Within the framework of the 30th anniversary of the founding of the Fernando Ortiz Foundation (FFO), the institution will commemorate next Wednesday, 25th February, at the San Gerónimo University College of Havana, the 60th anniversary of the publication of Biografía de un Cimarrón (1966), the masterwork of Cuban narrator, poet and ethnologist Miguel Barnet.
The Alfredo Guevara cinema hall of the Santo Domingo building of said centre will host the academic forum «Biografía de un Cimarrón (1966-2026): a work of cultural emancipation», an opportunity to delve into this classic of Cuban and universal literature, with 90 editions and translated into several languages.
During the event, in special collaboration with the Ministry of Culture, the Union of Writers and Artists of Cuba, the Fernando Ortiz Chair of Anthropological Studies of the University of the Arts and the Office of the Historian of the City of Havana, academics, intellectuals, researchers and writers from Cuban and foreign institutions will be present, Lázaro Elizardo Castilla Pérez, vice president of the FFO, told the Cuban News Agency.
The researcher, poet and critic noted that the creator of the celebrated testimonial novel has contributed, through the construction of his characters, to revisiting the historical and sociocultural memory of Cuba; a work in which the author anticipates his concerns by giving voice to subjects historically and socioculturally silenced: maroons, immigrants, marginalised women, among others.
Barnet, with Cimarrón, is distinguished by having a literary, rhythmic style, which draws heavily on expressive Cuban identity and oral communication, and manages to turn life history into narrative work, he added.
Castilla Pérez assured that the writer returns the unarticulated biography in the form of narration, without having to resort to fanciful invention, which is why this work has had international significance.
Anthropologically speaking, he said, Miguel makes a specific and original contribution: he becomes — thanks to his connection with the thought of Fernando Ortiz — the creator of a foundational work, always with an eye on «the others», since his obsession was to tell us and record to tell others, and even give literary coherence to the vital incoherence of his informants, until finding a search for Cuban cultural identity throughout his work, perhaps his greatest concern.

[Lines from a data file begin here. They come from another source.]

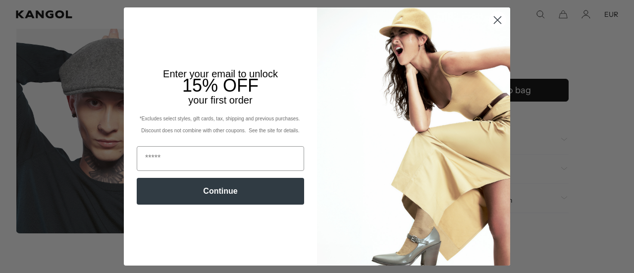 The width and height of the screenshot is (634, 273). I want to click on span: Enter your email to unlock, so click(220, 74).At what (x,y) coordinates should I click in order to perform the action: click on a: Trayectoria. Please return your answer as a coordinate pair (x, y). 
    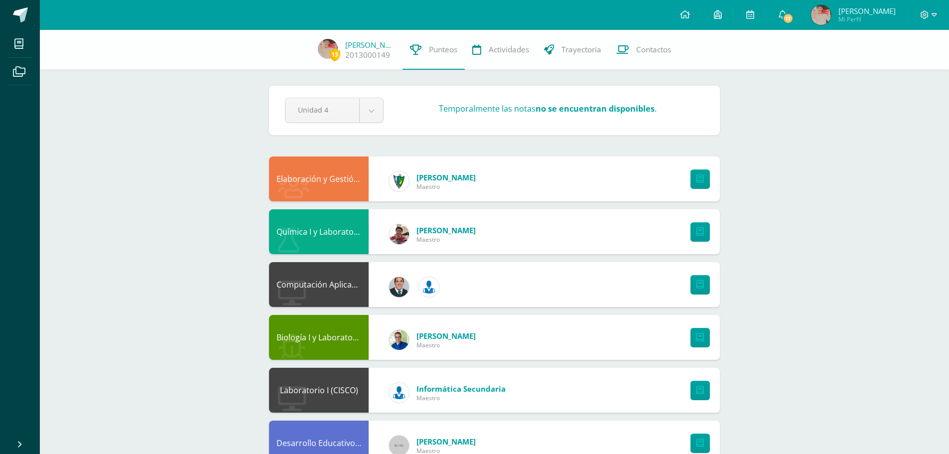
    Looking at the image, I should click on (572, 50).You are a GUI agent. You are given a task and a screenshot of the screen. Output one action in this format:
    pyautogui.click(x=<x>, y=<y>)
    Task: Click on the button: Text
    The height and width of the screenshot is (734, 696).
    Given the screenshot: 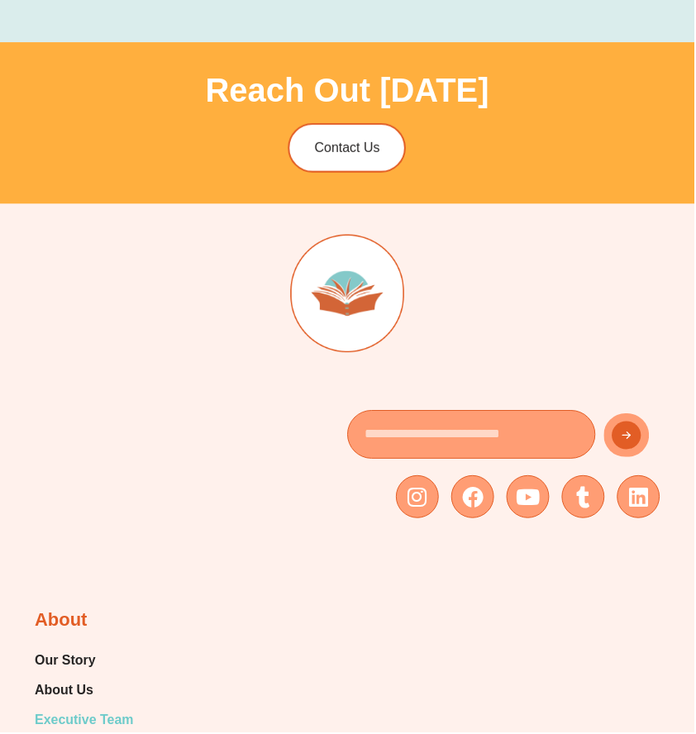 What is the action you would take?
    pyautogui.click(x=459, y=13)
    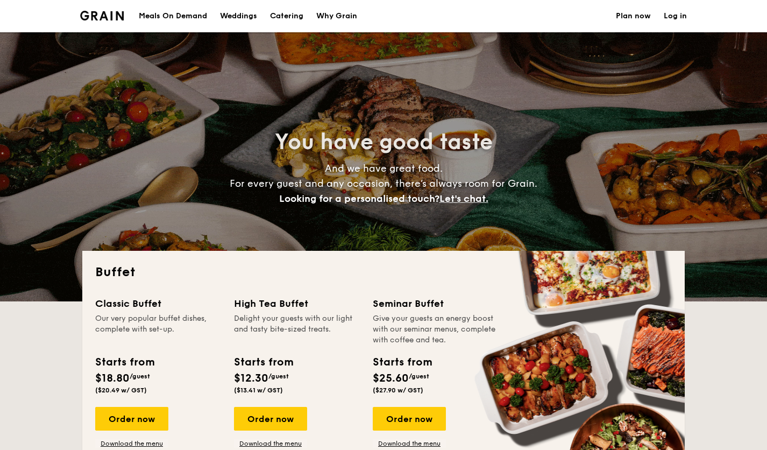 The height and width of the screenshot is (450, 767). What do you see at coordinates (158, 303) in the screenshot?
I see `div: Classic Buffet` at bounding box center [158, 303].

For the expert — whose doctoral thesis focused precisely on Barnet’s work — in Biografía de un Cimarrón there is an underlying tendency to stitch together events from the perspective of class struggle, which is why it is important to reaffirm that there is a continuity of themes, motifs and episodes that mark the cultural memory of a nation.
Miguel Barnet constructed in this same sense a model of cultural resistance and ethical values that function as attributes of Cuban culture; this imparts an artistic and intellectual value — in the socio-cultural sphere — to the testimonial novel, explained Castilla Pérez.
What is distinctive in Esteban Montejo — the protagonist, a freed slave, the last maroon — lies in the way of narrating events: in the dialogue of the subaltern, majestic descriptions of nature, of the richness and diversity of animals and plants, religion, are perceived; black, Creole, maroon, mambí, worker and patriot validate the lineage of Cuban identity, its cultural resilience in the face of hegemonic power, concluded the prominent researcher.
During the prelude to the academic forum that will take place next Wednesday the 25th at San Gerónimo with the presence of experts from Mexico, Chile and Spain, there will be a screening of an audiovisual on the three decades of the FFO, and recognitions will be awarded to institutions and organisations that have had a working relationship with the prominent centre that bears the name of the so-called «third discoverer of Cuba.»